## Task requirements
All lines after the one containing "At what (x,y)", together with that line itself, should be written out exactly, down to the last line of the entries below.

The input Block Start

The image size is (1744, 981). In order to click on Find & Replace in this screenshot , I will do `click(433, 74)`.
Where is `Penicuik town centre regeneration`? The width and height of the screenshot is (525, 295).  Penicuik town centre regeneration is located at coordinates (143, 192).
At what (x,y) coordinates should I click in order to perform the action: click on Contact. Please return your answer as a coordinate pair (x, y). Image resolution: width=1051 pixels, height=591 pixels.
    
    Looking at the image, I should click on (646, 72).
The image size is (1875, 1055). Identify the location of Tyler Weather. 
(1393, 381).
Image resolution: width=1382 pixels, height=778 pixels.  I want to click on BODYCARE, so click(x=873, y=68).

The input Block End

## Answer space
At what (x,y) coordinates should I click in order to perform the action: click on Contact. Please return your answer as a coordinate pair (x, y). Image resolution: width=1051 pixels, height=591 pixels.
    
    Looking at the image, I should click on (646, 72).
The image size is (1875, 1055). Identify the location of Tyler Weather. 
(1393, 381).
Image resolution: width=1382 pixels, height=778 pixels.  I want to click on BODYCARE, so click(x=873, y=68).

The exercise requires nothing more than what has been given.